Real-time calculation of fin efficiency, thermal resistance network, and junction temperature. Supports forced and natural convection. Instantly optimize power device and electronics cooling design.
Fin efficiency (rectangular fin):
$$\eta_{fin}= \frac{\tanh(mH)}{mH}, \quad m = \sqrt{\frac{h \cdot P}{k \cdot A_c}}$$Overall fin array efficiency:
$$\eta_o = 1 - \frac{N \cdot A_{fin}}{A_{total}}(1 - \eta_{fin})$$Sink-to-air thermal resistance:
$$\theta_{s\text{-}a}= \frac{1}{\eta_o \cdot h \cdot A_{total}}$$Junction temperature:
$$T_j = T_a + Q \cdot (\theta_{j\text{-}c}+ \theta_{c\text{-}s}+ \theta_{s\text{-}a})$$The core of the model is calculating the efficiency of a single rectangular fin. The temperature drops along the fin's length, reducing its effectiveness. The parameter *m* captures the balance between convective cooling (h) and conductive ability (k).
$$\eta_{fin}= \frac{\tanh(mH)}{mH}, \quad m = \sqrt{\frac{h P}{k A_c}}$$Where:
$\eta_{fin}$: Fin efficiency (0 to 1).
$H$: Fin height (m).
$h$: Heat transfer coefficient (W/m²·K).
$P$: Fin perimeter (m) = $2*(W + t_f)$ for a rectangular fin.
$k$: Thermal conductivity of the material (W/m·K).
$A_c$: Fin cross-sectional area (m²) = $W * t_f$.
Since a heat sink has many fins, we calculate an overall surface efficiency for the entire array. This accounts for the fact that the base plate between fins is 100% efficient, while the fins are less so.
$$\eta_o = 1 - \frac{N A_{fin}}{A_{total}}(1 - \eta_{fin})$$Where:
$\eta_o$: Overall surface efficiency.
$N$: Number of fins.
$A_{fin}$: Surface area of a single fin (m²).
$A_{total}$: Total exposed surface area of the heat sink (fins + base) (m²).
The overall thermal resistance from sink to ambient is then $R_{th,s-a}= 1 / (h \eta_o A_{total})$.
Power Electronics Cooling: Inverters for electric vehicles or industrial motor drives use high-power IGBTs and MOSFETs that can dissipate hundreds of watts. Engineers use this exact 1D resistance model to select or design a heat sink that keeps the semiconductor junction below its maximum rated temperature (e.g., 150°C), often using forced air cooling from a fan or liquid cold plate.
CPU & GPU Coolers: The heat sink on your computer's processor is a classic application. Pre-design starts with estimating the CPU's TDP (Thermal Design Power) and using a model like this to determine the necessary fin density, height, and base thickness before running detailed 3D CFD simulations in tools like Icepak or FloTHERM to optimize airflow.
LED Lighting Systems: High-brightness LEDs are sensitive to temperature; their light output and lifespan drop as temperature rises. Heat sink design is critical. This calculation helps determine the minimal aluminum extrusion profile needed to cool an LED array by natural convection, which is often required for outdoor, sealed fixtures.
Telecom & Server Equipment: Router boards and server blades pack many heat-generating components in a confined space. This model is used for initial component placement and heat sink selection on voltage regulators and network processors, ensuring the system meets its thermal budget before committing to a costly prototype and full-system thermal testing.
When you start using this simulator, watch out for a few common pitfalls. First, understand that the heat transfer coefficient h is not a constant. While the tool uses a fixed input value, the actual h varies depending on airflow velocity, temperature, and the fin geometry itself. For example, even in forced convection, if the flow path between fins is too narrow, airflow velocity can drop due to viscous resistance, leading to a phenomenon called "flow blockage" where h becomes lower than expected. You can experience this in the simulator by drastically increasing the "Number of Fins N"—you'll see that while surface area increases, the reduction in thermal resistance plateaus.
Next, remember that thermal resistance networks are not purely series-based in reality. This tool uses a simple series model (junction → case → heatsink → air), but in actual power devices, parallel paths exist where heat escapes directly from the case to the enclosure. Therefore, treat the simulator's "Total Thermal Resistance" as a worst-case value (heatsink path only). This is the correct approach for a conservative (higher temperature) estimate.
Finally, keep in mind that a material's thermal conductivity k changes with temperature. Especially for resin-encapsulated packages or low-cost heatsink materials, k can decrease by 10-20% at the intended operating temperature. The values you see when switching "Materials" in the simulator are representative values at room temperature, so it's safer to include a margin when designing for high-temperature environments.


◆ What to work on ◆
Among the entries below, only the lines starting at the one with "Find all labels, buttons, inputs, and" and ending at the one with "Where is each", both included, are to be printed exactly.

==== Extracted data ====

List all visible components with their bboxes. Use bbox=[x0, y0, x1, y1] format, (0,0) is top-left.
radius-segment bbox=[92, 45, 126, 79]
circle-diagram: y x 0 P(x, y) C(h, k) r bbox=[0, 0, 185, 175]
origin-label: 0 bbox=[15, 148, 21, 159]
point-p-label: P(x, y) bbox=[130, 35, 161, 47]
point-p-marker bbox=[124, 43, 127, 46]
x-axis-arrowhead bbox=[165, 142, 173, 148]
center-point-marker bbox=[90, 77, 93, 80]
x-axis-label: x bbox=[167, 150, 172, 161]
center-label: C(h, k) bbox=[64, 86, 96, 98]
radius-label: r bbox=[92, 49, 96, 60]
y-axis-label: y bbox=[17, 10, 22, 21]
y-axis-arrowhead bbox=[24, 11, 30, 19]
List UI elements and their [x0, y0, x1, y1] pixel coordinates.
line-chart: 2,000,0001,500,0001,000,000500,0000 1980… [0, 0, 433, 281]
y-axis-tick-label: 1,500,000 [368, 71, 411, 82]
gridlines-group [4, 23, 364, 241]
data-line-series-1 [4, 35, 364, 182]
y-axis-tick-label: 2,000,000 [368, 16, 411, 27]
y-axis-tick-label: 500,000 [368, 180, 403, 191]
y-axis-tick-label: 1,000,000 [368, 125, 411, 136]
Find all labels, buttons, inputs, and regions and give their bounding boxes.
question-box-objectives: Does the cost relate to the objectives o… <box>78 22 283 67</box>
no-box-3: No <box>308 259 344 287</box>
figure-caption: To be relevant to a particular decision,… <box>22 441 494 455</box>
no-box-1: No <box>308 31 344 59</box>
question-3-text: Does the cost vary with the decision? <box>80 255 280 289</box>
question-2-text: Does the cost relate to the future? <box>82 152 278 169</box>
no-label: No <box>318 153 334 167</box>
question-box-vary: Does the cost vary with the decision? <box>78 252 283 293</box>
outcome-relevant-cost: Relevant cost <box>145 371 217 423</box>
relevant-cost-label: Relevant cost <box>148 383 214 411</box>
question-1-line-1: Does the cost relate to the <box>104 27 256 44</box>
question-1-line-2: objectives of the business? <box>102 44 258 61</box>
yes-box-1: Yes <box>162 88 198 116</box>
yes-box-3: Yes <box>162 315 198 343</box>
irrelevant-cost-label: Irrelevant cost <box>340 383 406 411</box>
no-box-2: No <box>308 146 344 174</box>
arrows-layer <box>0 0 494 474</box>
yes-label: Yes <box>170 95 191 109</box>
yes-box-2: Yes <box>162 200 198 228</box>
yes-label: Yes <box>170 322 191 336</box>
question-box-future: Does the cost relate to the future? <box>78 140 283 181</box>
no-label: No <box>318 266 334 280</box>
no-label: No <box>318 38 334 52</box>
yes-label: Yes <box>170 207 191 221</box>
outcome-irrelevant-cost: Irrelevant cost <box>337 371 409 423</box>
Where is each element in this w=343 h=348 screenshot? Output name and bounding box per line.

====
==== Extracted data ====

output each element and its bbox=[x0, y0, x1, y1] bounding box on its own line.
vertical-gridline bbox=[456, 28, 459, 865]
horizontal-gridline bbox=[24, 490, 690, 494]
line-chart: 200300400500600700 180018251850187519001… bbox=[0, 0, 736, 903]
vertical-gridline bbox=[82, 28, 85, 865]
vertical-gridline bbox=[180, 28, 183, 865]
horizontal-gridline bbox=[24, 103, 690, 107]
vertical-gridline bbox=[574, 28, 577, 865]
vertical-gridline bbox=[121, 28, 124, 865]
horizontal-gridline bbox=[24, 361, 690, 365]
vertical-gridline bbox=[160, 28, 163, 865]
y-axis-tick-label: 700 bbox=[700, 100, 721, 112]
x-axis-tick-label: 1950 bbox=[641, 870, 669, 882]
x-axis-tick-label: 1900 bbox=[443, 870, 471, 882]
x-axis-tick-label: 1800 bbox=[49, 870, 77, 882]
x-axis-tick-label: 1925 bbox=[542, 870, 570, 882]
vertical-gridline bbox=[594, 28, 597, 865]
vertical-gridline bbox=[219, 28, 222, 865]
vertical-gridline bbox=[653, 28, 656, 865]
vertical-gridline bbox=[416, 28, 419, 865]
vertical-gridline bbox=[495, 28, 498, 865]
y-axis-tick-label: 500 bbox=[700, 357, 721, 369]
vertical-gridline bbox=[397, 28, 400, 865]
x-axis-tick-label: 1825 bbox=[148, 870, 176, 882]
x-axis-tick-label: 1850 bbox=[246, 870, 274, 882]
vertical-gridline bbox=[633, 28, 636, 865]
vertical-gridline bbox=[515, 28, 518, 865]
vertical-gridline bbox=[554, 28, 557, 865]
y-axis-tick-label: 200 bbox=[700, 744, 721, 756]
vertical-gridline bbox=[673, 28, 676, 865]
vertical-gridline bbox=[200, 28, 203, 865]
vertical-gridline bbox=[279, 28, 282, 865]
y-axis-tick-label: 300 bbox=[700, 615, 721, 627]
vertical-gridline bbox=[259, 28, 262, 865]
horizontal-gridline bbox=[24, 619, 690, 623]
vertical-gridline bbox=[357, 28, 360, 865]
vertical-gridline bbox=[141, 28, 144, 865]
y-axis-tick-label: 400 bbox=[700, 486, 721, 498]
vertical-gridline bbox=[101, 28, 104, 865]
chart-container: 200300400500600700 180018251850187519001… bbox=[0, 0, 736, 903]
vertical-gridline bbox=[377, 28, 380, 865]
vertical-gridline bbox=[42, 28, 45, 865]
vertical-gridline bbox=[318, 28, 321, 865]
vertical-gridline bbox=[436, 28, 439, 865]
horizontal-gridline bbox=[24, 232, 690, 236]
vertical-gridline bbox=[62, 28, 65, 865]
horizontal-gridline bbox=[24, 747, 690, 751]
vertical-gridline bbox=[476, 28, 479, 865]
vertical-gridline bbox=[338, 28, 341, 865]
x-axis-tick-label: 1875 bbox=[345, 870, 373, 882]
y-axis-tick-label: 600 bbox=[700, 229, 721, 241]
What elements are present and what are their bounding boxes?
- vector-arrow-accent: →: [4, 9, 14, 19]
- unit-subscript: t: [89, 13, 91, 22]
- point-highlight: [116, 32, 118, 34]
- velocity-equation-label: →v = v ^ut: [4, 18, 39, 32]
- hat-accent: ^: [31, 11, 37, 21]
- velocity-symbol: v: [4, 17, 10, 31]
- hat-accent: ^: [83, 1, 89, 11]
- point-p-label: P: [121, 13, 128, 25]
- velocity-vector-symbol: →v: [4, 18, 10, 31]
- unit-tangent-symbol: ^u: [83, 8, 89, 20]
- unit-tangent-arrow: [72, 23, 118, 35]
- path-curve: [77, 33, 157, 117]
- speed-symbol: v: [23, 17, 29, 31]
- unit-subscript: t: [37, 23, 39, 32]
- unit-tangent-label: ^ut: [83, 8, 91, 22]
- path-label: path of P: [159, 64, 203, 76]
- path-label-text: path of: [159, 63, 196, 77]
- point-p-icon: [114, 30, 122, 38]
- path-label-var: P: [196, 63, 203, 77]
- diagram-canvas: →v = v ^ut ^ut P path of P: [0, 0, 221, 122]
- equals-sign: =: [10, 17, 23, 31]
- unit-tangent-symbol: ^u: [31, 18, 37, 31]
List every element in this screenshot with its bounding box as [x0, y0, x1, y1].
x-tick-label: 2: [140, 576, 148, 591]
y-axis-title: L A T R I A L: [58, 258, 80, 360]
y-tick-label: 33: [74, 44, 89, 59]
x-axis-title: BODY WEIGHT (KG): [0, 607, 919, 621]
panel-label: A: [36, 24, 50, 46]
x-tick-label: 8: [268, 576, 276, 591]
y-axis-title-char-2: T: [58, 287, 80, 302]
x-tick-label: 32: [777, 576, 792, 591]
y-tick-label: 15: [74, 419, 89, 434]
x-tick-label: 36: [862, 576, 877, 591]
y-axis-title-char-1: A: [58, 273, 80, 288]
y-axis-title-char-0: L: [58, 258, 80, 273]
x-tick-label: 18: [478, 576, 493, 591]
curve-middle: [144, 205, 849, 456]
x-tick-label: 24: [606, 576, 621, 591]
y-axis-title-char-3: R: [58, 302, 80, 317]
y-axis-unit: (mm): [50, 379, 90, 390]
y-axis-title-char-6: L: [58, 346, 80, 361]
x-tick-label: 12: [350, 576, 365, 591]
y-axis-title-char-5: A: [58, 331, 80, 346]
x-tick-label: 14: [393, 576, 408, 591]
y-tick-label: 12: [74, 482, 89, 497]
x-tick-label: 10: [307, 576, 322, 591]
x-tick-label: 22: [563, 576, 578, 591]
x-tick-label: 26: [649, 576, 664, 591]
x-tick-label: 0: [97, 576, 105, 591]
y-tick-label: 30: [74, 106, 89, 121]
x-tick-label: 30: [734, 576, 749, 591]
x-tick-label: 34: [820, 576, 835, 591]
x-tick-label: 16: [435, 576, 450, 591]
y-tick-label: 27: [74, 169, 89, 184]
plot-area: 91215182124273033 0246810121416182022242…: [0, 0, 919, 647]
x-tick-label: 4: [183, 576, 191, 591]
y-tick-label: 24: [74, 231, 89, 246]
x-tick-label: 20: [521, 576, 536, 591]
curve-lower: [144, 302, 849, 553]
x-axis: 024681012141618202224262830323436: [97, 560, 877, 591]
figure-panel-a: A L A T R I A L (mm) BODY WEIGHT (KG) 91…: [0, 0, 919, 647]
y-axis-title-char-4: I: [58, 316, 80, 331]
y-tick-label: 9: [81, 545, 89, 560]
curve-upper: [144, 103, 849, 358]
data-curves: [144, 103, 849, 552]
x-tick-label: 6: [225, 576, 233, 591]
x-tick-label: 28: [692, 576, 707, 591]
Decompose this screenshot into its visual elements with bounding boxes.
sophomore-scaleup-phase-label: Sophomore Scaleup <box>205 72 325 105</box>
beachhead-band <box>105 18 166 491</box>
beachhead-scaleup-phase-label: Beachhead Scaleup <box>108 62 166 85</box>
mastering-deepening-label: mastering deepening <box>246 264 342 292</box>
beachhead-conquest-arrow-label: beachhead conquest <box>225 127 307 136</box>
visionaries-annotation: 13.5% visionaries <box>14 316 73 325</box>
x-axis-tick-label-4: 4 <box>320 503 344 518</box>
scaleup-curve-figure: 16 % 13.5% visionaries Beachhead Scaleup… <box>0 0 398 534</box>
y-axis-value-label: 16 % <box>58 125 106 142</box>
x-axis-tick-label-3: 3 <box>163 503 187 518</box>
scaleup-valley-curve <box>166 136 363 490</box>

====

◆ Solution to this task ◆
Find all labels, buttons, inputs, and regions and give their bounding boxes.
question-box-objectives: Does the cost relate to the objectives o… <box>78 22 283 67</box>
no-box-3: No <box>308 259 344 287</box>
figure-caption: To be relevant to a particular decision,… <box>22 441 494 455</box>
no-box-1: No <box>308 31 344 59</box>
question-3-text: Does the cost vary with the decision? <box>80 255 280 289</box>
question-2-text: Does the cost relate to the future? <box>82 152 278 169</box>
no-label: No <box>318 153 334 167</box>
question-box-vary: Does the cost vary with the decision? <box>78 252 283 293</box>
outcome-relevant-cost: Relevant cost <box>145 371 217 423</box>
relevant-cost-label: Relevant cost <box>148 383 214 411</box>
question-1-line-1: Does the cost relate to the <box>104 27 256 44</box>
question-1-line-2: objectives of the business? <box>102 44 258 61</box>
yes-box-1: Yes <box>162 88 198 116</box>
yes-box-3: Yes <box>162 315 198 343</box>
irrelevant-cost-label: Irrelevant cost <box>340 383 406 411</box>
no-box-2: No <box>308 146 344 174</box>
arrows-layer <box>0 0 494 474</box>
yes-label: Yes <box>170 95 191 109</box>
yes-box-2: Yes <box>162 200 198 228</box>
yes-label: Yes <box>170 322 191 336</box>
question-box-future: Does the cost relate to the future? <box>78 140 283 181</box>
no-label: No <box>318 266 334 280</box>
no-label: No <box>318 38 334 52</box>
yes-label: Yes <box>170 207 191 221</box>
outcome-irrelevant-cost: Irrelevant cost <box>337 371 409 423</box>
Where is each element in this w=343 h=348 screenshot? Output name and bounding box per line.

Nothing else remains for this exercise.